Michael Hann 

Haim – review

This year's most hotly tipped band are feeling capable of anything – even playing on stage with their mum and dad, writes Michael Hann
  
  


The Haim sisters are in high spirits, telling London how pleased they are to be here, how amazing the crowd is, how brilliant life is. It transpires the sisters from Los Angeles signed to Polydor over dinner just before the show; Haim are a group on a crest of a wave – in demand, adored and feeling capable of anything.

That, certainly, is the only explanation for the moment of pure cheese that sees them bring on their mum and dad – to sing and drum, respectively, on a version of Mustang Sally that you might expect to see in a pub, but not from the year's most hotly tipped band. Their unfeigned delight at playing with their parents means they are greeted with cheers rather than exasperated sighs. Not even a bass solo can diminish the goodwill.

Tonight's set is brief – just eight songs, and only six of them originals – but in their 40 minutes on stage, Haim offer enough to justify the hopes on their behalf. The suggestion that they're some sort of fusion of R&B and folk rock is revealed as a red herring on The Wire, a winning update of 80s US mainstream pop – all three sisters take lead vocal lines, overlapping and interleaving, and Danielle Haim's guitar flits from screeching solo to controlled arpeggio. That their musical homeland is closer to the arena than the dance club is signalled by their enunciation in the chorus: wire becomes "wyeeearrrr". A cover of Fleetwood Mac's Oh Well suggests a love of the heavy blues, too.

The next test will be playing longer sets, in bigger rooms, to more people: it's only the covers that stretched this show longer than their London debut, low on the bill, a few weeks ago. Nevertheless, for now, Haim are offering an unfettered and irresistibly joyful experience.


Give every entry again, word for word.
- - -
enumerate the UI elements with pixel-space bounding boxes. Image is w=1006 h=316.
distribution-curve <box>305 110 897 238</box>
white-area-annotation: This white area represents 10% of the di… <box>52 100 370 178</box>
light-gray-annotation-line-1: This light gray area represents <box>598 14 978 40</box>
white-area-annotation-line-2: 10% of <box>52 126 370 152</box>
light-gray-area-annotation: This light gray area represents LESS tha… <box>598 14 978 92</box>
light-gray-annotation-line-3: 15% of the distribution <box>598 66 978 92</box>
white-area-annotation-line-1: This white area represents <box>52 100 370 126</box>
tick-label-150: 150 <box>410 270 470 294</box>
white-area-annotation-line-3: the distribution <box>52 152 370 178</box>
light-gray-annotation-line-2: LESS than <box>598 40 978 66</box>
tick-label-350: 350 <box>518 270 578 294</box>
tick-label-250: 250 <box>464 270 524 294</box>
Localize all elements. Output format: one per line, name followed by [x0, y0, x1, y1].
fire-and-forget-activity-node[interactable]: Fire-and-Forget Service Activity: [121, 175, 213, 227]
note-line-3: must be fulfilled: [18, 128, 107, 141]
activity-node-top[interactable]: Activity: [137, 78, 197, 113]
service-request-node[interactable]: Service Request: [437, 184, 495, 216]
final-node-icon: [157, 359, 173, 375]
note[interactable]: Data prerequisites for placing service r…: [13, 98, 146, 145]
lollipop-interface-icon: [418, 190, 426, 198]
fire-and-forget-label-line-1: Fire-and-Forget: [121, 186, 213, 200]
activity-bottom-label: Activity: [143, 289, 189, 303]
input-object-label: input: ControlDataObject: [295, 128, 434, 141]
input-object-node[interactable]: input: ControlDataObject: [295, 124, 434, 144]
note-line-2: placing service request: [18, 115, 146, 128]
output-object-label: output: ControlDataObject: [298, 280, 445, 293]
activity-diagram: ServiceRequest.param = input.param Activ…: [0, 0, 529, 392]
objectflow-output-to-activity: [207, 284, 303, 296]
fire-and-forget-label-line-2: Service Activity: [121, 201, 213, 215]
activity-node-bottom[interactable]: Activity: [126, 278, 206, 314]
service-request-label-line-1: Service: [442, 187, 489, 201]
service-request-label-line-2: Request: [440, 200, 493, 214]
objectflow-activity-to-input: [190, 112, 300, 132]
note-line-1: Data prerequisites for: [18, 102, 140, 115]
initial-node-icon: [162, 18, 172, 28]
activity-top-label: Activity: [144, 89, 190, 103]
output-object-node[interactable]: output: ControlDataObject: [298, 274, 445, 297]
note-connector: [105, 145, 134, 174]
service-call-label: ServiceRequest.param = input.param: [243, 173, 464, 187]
- - -
Answer to this problem:
enumerate the UI elements with pixel-space bounding boxes. Image is w=1006 h=316.
distribution-curve <box>305 110 897 238</box>
white-area-annotation: This white area represents 10% of the di… <box>52 100 370 178</box>
light-gray-annotation-line-1: This light gray area represents <box>598 14 978 40</box>
white-area-annotation-line-2: 10% of <box>52 126 370 152</box>
light-gray-area-annotation: This light gray area represents LESS tha… <box>598 14 978 92</box>
light-gray-annotation-line-3: 15% of the distribution <box>598 66 978 92</box>
white-area-annotation-line-1: This white area represents <box>52 100 370 126</box>
tick-label-150: 150 <box>410 270 470 294</box>
white-area-annotation-line-3: the distribution <box>52 152 370 178</box>
light-gray-annotation-line-2: LESS than <box>598 40 978 66</box>
tick-label-350: 350 <box>518 270 578 294</box>
tick-label-250: 250 <box>464 270 524 294</box>
Localize all elements. Output format: one per line, name followed by [x0, y0, x1, y1].
fire-and-forget-activity-node[interactable]: Fire-and-Forget Service Activity: [121, 175, 213, 227]
note-line-3: must be fulfilled: [18, 128, 107, 141]
activity-node-top[interactable]: Activity: [137, 78, 197, 113]
service-request-node[interactable]: Service Request: [437, 184, 495, 216]
final-node-icon: [157, 359, 173, 375]
note[interactable]: Data prerequisites for placing service r…: [13, 98, 146, 145]
lollipop-interface-icon: [418, 190, 426, 198]
fire-and-forget-label-line-1: Fire-and-Forget: [121, 186, 213, 200]
activity-bottom-label: Activity: [143, 289, 189, 303]
input-object-label: input: ControlDataObject: [295, 128, 434, 141]
input-object-node[interactable]: input: ControlDataObject: [295, 124, 434, 144]
note-line-2: placing service request: [18, 115, 146, 128]
output-object-label: output: ControlDataObject: [298, 280, 445, 293]
activity-diagram: ServiceRequest.param = input.param Activ…: [0, 0, 529, 392]
objectflow-output-to-activity: [207, 284, 303, 296]
fire-and-forget-label-line-2: Service Activity: [121, 201, 213, 215]
activity-node-bottom[interactable]: Activity: [126, 278, 206, 314]
service-request-label-line-1: Service: [442, 187, 489, 201]
service-request-label-line-2: Request: [440, 200, 493, 214]
objectflow-activity-to-input: [190, 112, 300, 132]
note-line-1: Data prerequisites for: [18, 102, 140, 115]
initial-node-icon: [162, 18, 172, 28]
activity-top-label: Activity: [144, 89, 190, 103]
output-object-node[interactable]: output: ControlDataObject: [298, 274, 445, 297]
note-connector: [105, 145, 134, 174]
service-call-label: ServiceRequest.param = input.param: [243, 173, 464, 187]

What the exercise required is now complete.